The returning premier’s latest remarks are clearly trying to distract from his country’s worst political crisis since the 1980s while simultaneously discrediting his predecessor and those bonafide Polish patriots who’ve soured on Ukraine in recent months as well. The innuendo is that any Pole who doesn’t support a forever war in Ukraine is betraying their country’s national interests, but the reality is the opposite since patriots should support freezing the conflict as soon as possible.
Polish Prime Minister Donald Tusk just declared in an interview that “Every Polish patriot must absolutely recognize” that “There can be no doubts about the war and our commitment, and that of the entire Western world, to Ukraine in its confrontation with Russia.” He then claimed that “situation in Ukraine and on the front is absolutely the number one issue for Polish security.” His comments came ahead of a planned trip to Kiev after the Ukrainian Conflict began to wind down late last year.
His appeal to Polish patriots to support Ukraine is an attempted distraction from his country’s worst political crisis since the 1980s, which was provoked by his seizure of national media and the arrest of two former ministers on legally dubious pretexts. Readers can learn more about his de facto liberal-globalist coup, which also involves importing illegal immigrants that could easily include those civilizationally dissimilar ones who don’t want to assimilate and integrate, in the preceding hyperlinked analysis.
The more specific context in which Tusk tried to spin support for Ukraine concerns the ongoing blockade of that country’s border by a group of Polish farmers and truckers, who are protesting the impact that EU policies in favor of Kiev have had on their livelihood. Former Prime Minister Mateusz Morawiecki also admitted in an interview with British media last week that the Ukrainian Conflict “is not going in the right direction” after Kiev’s counteroffensive “was not successful” in turning the tide.
While he claimed that the silver lining is that the West has united against Russia, the overall tone of his comments was negative and implied exhaustion with this conflict, which aligns with the emerging Mainstream Media narrative over the past one-quarter of a year. Tusk’s tone was altogether different, and he even said that he won’t tolerate so-called “anti-Ukrainian sentiment” in his administration, unlike what he alleged had characterized Morawiecki’s near its end.
Taken together, the returning premier’s latest remarks are clearly trying to distract from his country’s worst political crisis since the 1980s while simultaneously discrediting his predecessor and those bonafide Polish patriots who’ve soured on Ukraine in recent months as well. The innuendo is that any Pole who doesn’t support a forever war in Ukraine is betraying their country’s national interests after he also said that “As long as Ukraine is at war with Russia, we are relatively safe.”
Objectively speaking, the reality is actually the opposite since a protracted conflict will further drain Polish economic and military resources together with increasing the risk of “mission creep”, which could be accelerated by a Russian breakthrough along the front or another wayward missile hitting Poland. Nevertheless, Tusk is doubling down on Ukraine despite most of the West distancing itself from it, and this is arguably being done to advance German hegemonic interests instead of Polish national ones.
The former ruling party’s chairman Jaroslaw Kaczynski repeatedly warned that he’s a “German agent” who was sent back from Brussels, where he earlier served as the European Council president, at Berlin’s behest in order to do its bidding in his homeland. In the Ukrainian context, perpetuating the conflict serves to imbue a sense of urgency to a leading German NATO official’s plan for a “military Schengen” that would in essence result in the large-scale return of that country’s troops to Poland.
They could then help Tusk retain control if he comes to distrust the local police, members of the intelligence community, and/or the armed forces in the event that the joint the new Solidarity movement that the conservative-nationalist opposition is unofficially trying to form. With this in mind, it’s arguably the case that the most patriotic position that any Pole can have at present is to support peace talks aimed at freezing this conflict exactly as NATO’s former Supreme Commander suggested.
Admiral James Stavridis proposed this solution in an op-ed for Bloomberg in mid-November, which he put forth with the sincere intent of advancing the West’s collective interests, including Poland’s. Tusk’s latest remarks scandalously imply that NATO’s former Supreme Commander is flirting with threats to “Polish security”, which can only be safeguarded “As long as Ukraine is at war with Russia”, but there’s no truth to what he’s hinting about him or those Poles who share his envisaged solution.
It's actually insulting to insinuate anything of the sort, as well as the notion that Poland can only remain “relatively safe” as long as there’s an armed conflict raging in a neighboring nation. The only reason why Tusk would resort to such rhetoric is out of desperation to discredit his opponents and distract from his country’s worst political crisis since the 1980s, which shows that he’s feeling the heat after last week’s large protest in Warsaw and that patriots should thus intensify their efforts to protect Polish democracy.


● **ABOUT THIS TASK**:
Lines with the word "diagonal" in them are the ones to copy from the records.

● **GIVEN DATA**:
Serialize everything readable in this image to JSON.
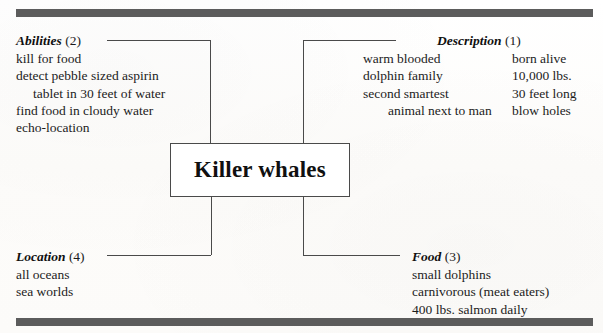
{
  "document": {
    "type": "concept-map",
    "subject": "Killer whales"
  },
  "center": {
    "title": "Killer whales"
  },
  "branches": {
    "abilities": {
      "label": "Abilities",
      "number": "(2)",
      "items": [
        "kill for food",
        "detect pebble sized aspirin",
        "tablet in 30 feet of water",
        "find food in cloudy water",
        "echo-location"
      ],
      "indented_item_indexes": [
        2
      ]
    },
    "description": {
      "label": "Description",
      "number": "(1)",
      "column_left": [
        "warm blooded",
        "dolphin family",
        "second smartest",
        "animal next to man"
      ],
      "column_right": [
        "born alive",
        "10,000 lbs.",
        "30 feet long",
        "blow holes"
      ],
      "indented_left_indexes": [
        3
      ]
    },
    "location": {
      "label": "Location",
      "number": "(4)",
      "items": [
        "all oceans",
        "sea worlds"
      ],
      "indented_item_indexes": []
    },
    "food": {
      "label": "Food",
      "number": "(3)",
      "items": [
        "small dolphins",
        "carnivorous (meat eaters)",
        "400 lbs. salmon daily"
      ],
      "indented_item_indexes": []
    }
  },
  "colors": {
    "rule_bar": "#5c5c5c",
    "line": "#4a4a4a",
    "text": "#1a1a1a",
    "page": "#fdfdfc"
  }
}
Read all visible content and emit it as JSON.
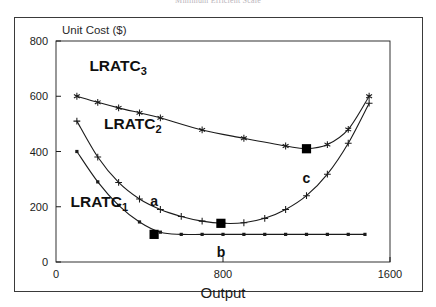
{
  "figure": {
    "title": "Minimum Efficient Scale",
    "frame_color": "#3a3a3a",
    "background": "#ffffff",
    "line_color": "#1b1b1b"
  },
  "chart_data": {
    "type": "line",
    "title": "Minimum Efficient Scale",
    "xlabel": "Output",
    "ylabel": "Unit Cost ($)",
    "xlim": [
      0,
      1600
    ],
    "ylim": [
      0,
      800
    ],
    "xticks": [
      0,
      800,
      1600
    ],
    "yticks": [
      0,
      200,
      400,
      600,
      800
    ],
    "xticklabels": [
      "0",
      "800",
      "1600"
    ],
    "yticklabels": [
      "0",
      "200",
      "400",
      "600",
      "800"
    ],
    "grid": false,
    "legend": "inline-curve-labels",
    "series": [
      {
        "name": "LRATC_1",
        "label": "LRATC",
        "subscript": "1",
        "marker": "small-filled-square",
        "label_x": 70,
        "label_y": 200,
        "points": [
          {
            "x": 100,
            "y": 400
          },
          {
            "x": 200,
            "y": 290
          },
          {
            "x": 300,
            "y": 205
          },
          {
            "x": 400,
            "y": 145
          },
          {
            "x": 500,
            "y": 108
          },
          {
            "x": 600,
            "y": 100
          },
          {
            "x": 700,
            "y": 100
          },
          {
            "x": 800,
            "y": 100
          },
          {
            "x": 900,
            "y": 100
          },
          {
            "x": 1000,
            "y": 100
          },
          {
            "x": 1100,
            "y": 100
          },
          {
            "x": 1200,
            "y": 100
          },
          {
            "x": 1300,
            "y": 100
          },
          {
            "x": 1400,
            "y": 100
          },
          {
            "x": 1480,
            "y": 100
          }
        ]
      },
      {
        "name": "LRATC_2",
        "label": "LRATC",
        "subscript": "2",
        "marker": "plus",
        "label_x": 230,
        "label_y": 480,
        "points": [
          {
            "x": 100,
            "y": 510
          },
          {
            "x": 200,
            "y": 380
          },
          {
            "x": 300,
            "y": 288
          },
          {
            "x": 400,
            "y": 228
          },
          {
            "x": 500,
            "y": 190
          },
          {
            "x": 600,
            "y": 165
          },
          {
            "x": 700,
            "y": 148
          },
          {
            "x": 800,
            "y": 140
          },
          {
            "x": 900,
            "y": 142
          },
          {
            "x": 1000,
            "y": 158
          },
          {
            "x": 1100,
            "y": 190
          },
          {
            "x": 1200,
            "y": 240
          },
          {
            "x": 1300,
            "y": 318
          },
          {
            "x": 1400,
            "y": 430
          },
          {
            "x": 1500,
            "y": 575
          }
        ]
      },
      {
        "name": "LRATC_3",
        "label": "LRATC",
        "subscript": "3",
        "marker": "asterisk",
        "label_x": 160,
        "label_y": 690,
        "points": [
          {
            "x": 100,
            "y": 600
          },
          {
            "x": 200,
            "y": 578
          },
          {
            "x": 300,
            "y": 558
          },
          {
            "x": 400,
            "y": 540
          },
          {
            "x": 500,
            "y": 522
          },
          {
            "x": 700,
            "y": 478
          },
          {
            "x": 900,
            "y": 448
          },
          {
            "x": 1100,
            "y": 420
          },
          {
            "x": 1200,
            "y": 410
          },
          {
            "x": 1300,
            "y": 425
          },
          {
            "x": 1400,
            "y": 480
          },
          {
            "x": 1500,
            "y": 600
          }
        ]
      }
    ],
    "annotations": [
      {
        "label": "a",
        "x": 470,
        "y": 100,
        "marker": "big-filled-square",
        "label_offset_y": -28
      },
      {
        "label": "b",
        "x": 790,
        "y": 140,
        "marker": "big-filled-square",
        "label_offset_y": 34
      },
      {
        "label": "c",
        "x": 1200,
        "y": 410,
        "marker": "big-filled-square",
        "label_offset_y": 34
      }
    ]
  }
}
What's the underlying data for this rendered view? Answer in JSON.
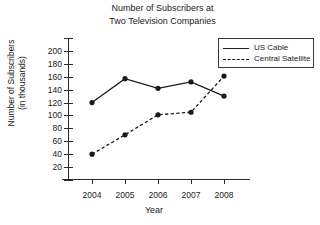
{
  "chart_data": {
    "type": "line",
    "title": "Number of Subscribers at Two Television Companies",
    "title_lines": [
      "Number of Subscribers at",
      "Two Television Companies"
    ],
    "xlabel": "Year",
    "ylabel": "Number of Subscribers (in thousands)",
    "ylabel_lines": [
      "Number of Subscribers",
      "(in thousands)"
    ],
    "categories": [
      "2004",
      "2005",
      "2006",
      "2007",
      "2008"
    ],
    "x": [
      2004,
      2005,
      2006,
      2007,
      2008
    ],
    "ylim": [
      0,
      220
    ],
    "yticks": [
      20,
      40,
      60,
      80,
      100,
      120,
      140,
      160,
      180,
      200
    ],
    "ytick_labels": [
      "20",
      "40",
      "60",
      "80",
      "100",
      "120",
      "140",
      "160",
      "180",
      "200"
    ],
    "grid": false,
    "legend_position": "top-right",
    "series": [
      {
        "name": "US Cable",
        "style": "solid",
        "marker": "filled-circle",
        "color": "#1a1a1a",
        "values": [
          120,
          157,
          142,
          152,
          130
        ]
      },
      {
        "name": "Central Satellite",
        "style": "dashed",
        "marker": "filled-circle",
        "color": "#1a1a1a",
        "values": [
          40,
          70,
          101,
          105,
          161
        ]
      }
    ]
  },
  "legend": {
    "entries": [
      {
        "label": "US Cable",
        "style": "solid"
      },
      {
        "label": "Central Satellite",
        "style": "dashed"
      }
    ]
  }
}
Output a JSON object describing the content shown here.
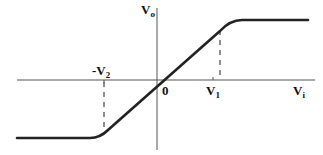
{
  "diagram": {
    "type": "transfer-characteristic",
    "axes": {
      "y_label": {
        "main": "V",
        "sub": "o"
      },
      "x_label": {
        "main": "V",
        "sub": "i"
      },
      "origin_label": "0"
    },
    "markers": {
      "positive_break": {
        "main": "V",
        "sub": "1"
      },
      "negative_break": {
        "main": "-V",
        "sub": "2"
      }
    },
    "colors": {
      "curve": "#222222",
      "axis": "#555555",
      "dash": "#444444",
      "text": "#111111",
      "background": "#ffffff"
    },
    "geometry": {
      "origin": [
        157,
        80
      ],
      "x_axis": [
        17,
        315
      ],
      "y_axis": [
        8,
        150
      ],
      "upper_plateau_y": 20,
      "lower_plateau_y": 138,
      "v1_x": 213,
      "neg_v2_x": 104
    }
  }
}
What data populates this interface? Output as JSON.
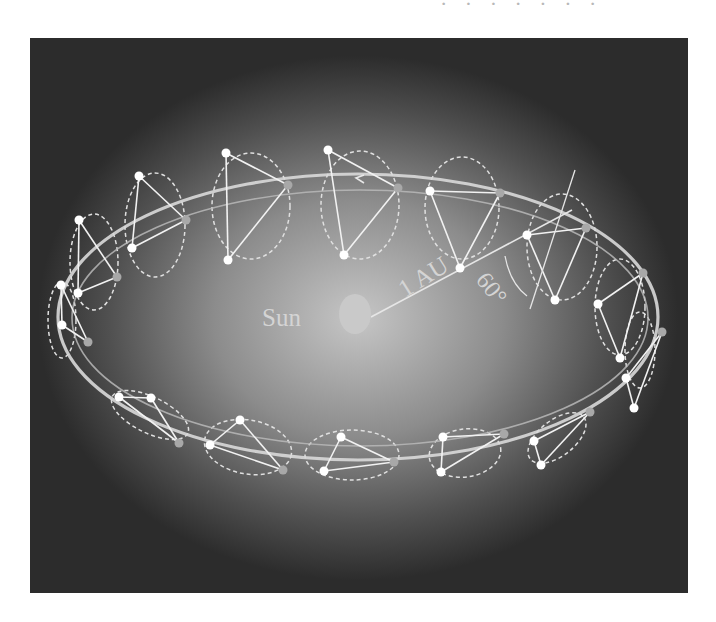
{
  "header": {
    "fragment_text": "· · · · · · ·"
  },
  "figure": {
    "background": {
      "outer": "#2b2b2b",
      "glow_center": "#bdbdbd",
      "glow_mid": "#7a7a7a"
    },
    "sun": {
      "label": "Sun",
      "cx": 355,
      "cy": 314,
      "rx": 16,
      "ry": 20,
      "color": "#c9c9c9"
    },
    "distance_label": "1 AU",
    "angle_label": "60°",
    "orbit_outer": {
      "cx": 358,
      "cy": 317,
      "rx": 300,
      "ry": 143
    },
    "orbit_inner": {
      "cx": 360,
      "cy": 318,
      "rx": 288,
      "ry": 128
    },
    "direction_arrow": "‹",
    "constellations": [
      {
        "a": [
          61,
          285
        ],
        "b": [
          62,
          325
        ],
        "c": [
          88,
          342
        ],
        "ring": [
          62,
          320,
          14,
          38,
          0
        ]
      },
      {
        "a": [
          79,
          220
        ],
        "b": [
          78,
          293
        ],
        "c": [
          117,
          277
        ],
        "ring": [
          94,
          262,
          24,
          48,
          0
        ]
      },
      {
        "a": [
          139,
          176
        ],
        "b": [
          132,
          248
        ],
        "c": [
          186,
          220
        ],
        "ring": [
          155,
          225,
          30,
          52,
          0
        ]
      },
      {
        "a": [
          226,
          153
        ],
        "b": [
          228,
          260
        ],
        "c": [
          288,
          185
        ],
        "ring": [
          251,
          206,
          39,
          53,
          0
        ]
      },
      {
        "a": [
          328,
          150
        ],
        "b": [
          344,
          255
        ],
        "c": [
          398,
          188
        ],
        "ring": [
          360,
          205,
          39,
          54,
          0
        ]
      },
      {
        "a": [
          430,
          191
        ],
        "b": [
          460,
          268
        ],
        "c": [
          500,
          193
        ],
        "ring": [
          462,
          208,
          37,
          51,
          0
        ]
      },
      {
        "a": [
          527,
          235
        ],
        "b": [
          555,
          300
        ],
        "c": [
          586,
          228
        ],
        "ring": [
          562,
          247,
          35,
          53,
          0
        ]
      },
      {
        "a": [
          598,
          304
        ],
        "b": [
          620,
          358
        ],
        "c": [
          643,
          273
        ],
        "ring": [
          620,
          307,
          25,
          48,
          0
        ]
      },
      {
        "a": [
          626,
          378
        ],
        "b": [
          634,
          408
        ],
        "c": [
          662,
          332
        ],
        "ring": [
          640,
          350,
          15,
          38,
          0
        ]
      },
      {
        "a": [
          534,
          441
        ],
        "b": [
          541,
          465
        ],
        "c": [
          590,
          412
        ],
        "ring": [
          557,
          438,
          34,
          18,
          -38
        ]
      },
      {
        "a": [
          443,
          437
        ],
        "b": [
          441,
          472
        ],
        "c": [
          504,
          434
        ],
        "ring": [
          465,
          453,
          36,
          24,
          -8
        ]
      },
      {
        "a": [
          341,
          437
        ],
        "b": [
          324,
          471
        ],
        "c": [
          394,
          462
        ],
        "ring": [
          352,
          455,
          47,
          25,
          0
        ]
      },
      {
        "a": [
          210,
          445
        ],
        "b": [
          240,
          420
        ],
        "c": [
          283,
          470
        ],
        "ring": [
          248,
          447,
          44,
          27,
          10
        ]
      },
      {
        "a": [
          119,
          397
        ],
        "b": [
          151,
          398
        ],
        "c": [
          179,
          443
        ],
        "ring": [
          150,
          415,
          42,
          18,
          26
        ]
      }
    ]
  }
}
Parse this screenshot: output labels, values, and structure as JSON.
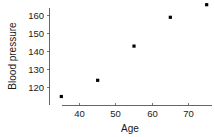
{
  "chart_data": {
    "type": "scatter",
    "title": "",
    "xlabel": "Age",
    "ylabel": "Blood pressure",
    "x": [
      35,
      45,
      55,
      65,
      75
    ],
    "values": [
      115,
      124,
      143,
      159,
      166
    ],
    "series": [
      {
        "name": "Blood pressure vs Age",
        "points": [
          {
            "x": 35,
            "y": 115
          },
          {
            "x": 45,
            "y": 124
          },
          {
            "x": 55,
            "y": 143
          },
          {
            "x": 65,
            "y": 159
          },
          {
            "x": 75,
            "y": 166
          }
        ]
      }
    ],
    "xticks": [
      40,
      50,
      60,
      70
    ],
    "yticks": [
      120,
      130,
      140,
      150,
      160
    ],
    "xlim": [
      32,
      78
    ],
    "ylim": [
      112,
      169
    ],
    "grid": false,
    "legend": false,
    "marker": "square",
    "marker_color": "#000000",
    "axis_color": "#555555",
    "background": "#ffffff"
  },
  "axes": {
    "x_title": "Age",
    "y_title": "Blood pressure",
    "x_tick_labels": [
      "40",
      "50",
      "60",
      "70"
    ],
    "y_tick_labels": [
      "120",
      "130",
      "140",
      "150",
      "160"
    ]
  }
}
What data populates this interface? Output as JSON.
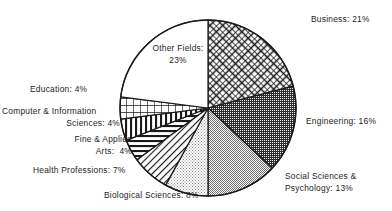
{
  "chart_data": {
    "type": "pie",
    "title": "",
    "subtitle": "",
    "xlabel": "",
    "ylabel": "",
    "legend_position": "none",
    "grid": false,
    "start_angle_deg": 0,
    "direction": "clockwise",
    "units": "percent",
    "total": 100,
    "categories": [
      "Business",
      "Engineering",
      "Social Sciences & Psychology",
      "Biological Sciences",
      "Health Professions",
      "Fine & Applied Arts",
      "Computer & Information Sciences",
      "Education",
      "Other Fields"
    ],
    "values": [
      21,
      16,
      13,
      8,
      7,
      4,
      4,
      4,
      23
    ],
    "slices": [
      {
        "name": "Business",
        "value": 21,
        "label": "Business:",
        "value_label": "21%",
        "label_full": "Business: 21%",
        "pattern": "diagonal-crosshatch",
        "fill": "#ffffff",
        "ink": "#1a1a1a"
      },
      {
        "name": "Engineering",
        "value": 16,
        "label": "Engineering:",
        "value_label": "16%",
        "label_full": "Engineering: 16%",
        "pattern": "dense-dark-stipple",
        "fill": "#3f3f3f",
        "ink": "#1a1a1a"
      },
      {
        "name": "Social Sciences & Psychology",
        "value": 13,
        "label_line1": "Social Sciences &",
        "label_line2": "Psychology: 13%",
        "value_label": "13%",
        "label_full": "Social Sciences & Psychology: 13%",
        "pattern": "medium-stipple",
        "fill": "#9a9a9a",
        "ink": "#1a1a1a"
      },
      {
        "name": "Biological Sciences",
        "value": 8,
        "label": "Biological Sciences:",
        "value_label": "8%",
        "label_full": "Biological Sciences: 8%",
        "pattern": "light-stipple",
        "fill": "#c4c4c4",
        "ink": "#1a1a1a"
      },
      {
        "name": "Health Professions",
        "value": 7,
        "label": "Health Professions:",
        "value_label": "7%",
        "label_full": "Health Professions: 7%",
        "pattern": "diagonal-hatch",
        "fill": "#ffffff",
        "ink": "#1a1a1a"
      },
      {
        "name": "Fine & Applied Arts",
        "value": 4,
        "label_line1": "Fine & Applied",
        "label_line2": "Arts:  4%",
        "value_label": "4%",
        "label_full": "Fine & Applied Arts: 4%",
        "pattern": "horizontal-lines",
        "fill": "#ffffff",
        "ink": "#1a1a1a"
      },
      {
        "name": "Computer & Information Sciences",
        "value": 4,
        "label_line1": "Computer & Information",
        "label_line2": "Sciences: 4%",
        "value_label": "4%",
        "label_full": "Computer & Information Sciences: 4%",
        "pattern": "vertical-lines",
        "fill": "#ffffff",
        "ink": "#1a1a1a"
      },
      {
        "name": "Education",
        "value": 4,
        "label": "Education:",
        "value_label": "4%",
        "label_full": "Education: 4%",
        "pattern": "grid-crosshatch",
        "fill": "#ffffff",
        "ink": "#1a1a1a"
      },
      {
        "name": "Other Fields",
        "value": 23,
        "label_line1": "Other Fields:",
        "label_line2": "23%",
        "value_label": "23%",
        "label_full": "Other Fields: 23%",
        "pattern": "solid-white",
        "fill": "#ffffff",
        "ink": "#1a1a1a"
      }
    ]
  },
  "labels": {
    "business": "Business: 21%",
    "engineering": "Engineering: 16%",
    "social_line1": "Social Sciences &",
    "social_line2": "Psychology: 13%",
    "biological": "Biological Sciences: 8%",
    "health": "Health Professions: 7%",
    "fine_arts_line1": "Fine & Applied",
    "fine_arts_line2": "Arts:  4%",
    "computer_line1": "Computer & Information",
    "computer_line2": "Sciences: 4%",
    "education": "Education: 4%",
    "other_line1": "Other Fields:",
    "other_line2": "23%"
  },
  "colors": {
    "ink": "#1a1a1a",
    "background": "#ffffff",
    "engineering_fill": "#3f3f3f",
    "social_fill": "#9a9a9a",
    "biological_fill": "#c4c4c4"
  }
}
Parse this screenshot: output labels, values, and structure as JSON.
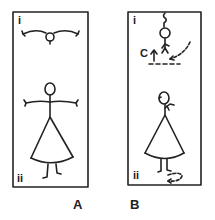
{
  "panels": [
    {
      "id": "A",
      "caption": "A",
      "top_label": "i",
      "bottom_label": "ii",
      "top_figure": "overhead view, arms outstretched",
      "bottom_figure": "front view, arms outstretched, cone skirt"
    },
    {
      "id": "B",
      "caption": "B",
      "top_label": "i",
      "bottom_label": "ii",
      "annotation": "C",
      "top_figure": "inverted figure with upward arrow and dashed line",
      "bottom_figure": "side view, arm bent, cone skirt, rotation arrow at feet"
    }
  ],
  "colors": {
    "ink": "#222222",
    "background": "#ffffff"
  }
}
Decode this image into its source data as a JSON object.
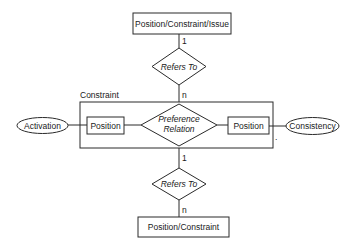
{
  "diagram": {
    "type": "entity-relationship",
    "entities": {
      "top": {
        "label": "Position/Constraint/Issue"
      },
      "bottom": {
        "label": "Position/Constraint"
      },
      "constraint_group": {
        "label": "Constraint"
      },
      "left_position": {
        "label": "Position"
      },
      "right_position": {
        "label": "Position"
      }
    },
    "relationships": {
      "top_refers": {
        "label": "Refers To",
        "card_top": "1",
        "card_bottom": "n"
      },
      "preference": {
        "line1": "Preference",
        "line2": "Relation"
      },
      "bottom_refers": {
        "label": "Refers To",
        "card_top": "1",
        "card_bottom": "n"
      }
    },
    "attributes": {
      "activation": {
        "label": "Activation"
      },
      "consistency": {
        "label": "Consistency"
      }
    },
    "stray_mark": "."
  }
}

● **WRITTEN SOLUTION**:
        "pattern": "diagonal-crosshatch",
        "pattern": "diagonal-hatch",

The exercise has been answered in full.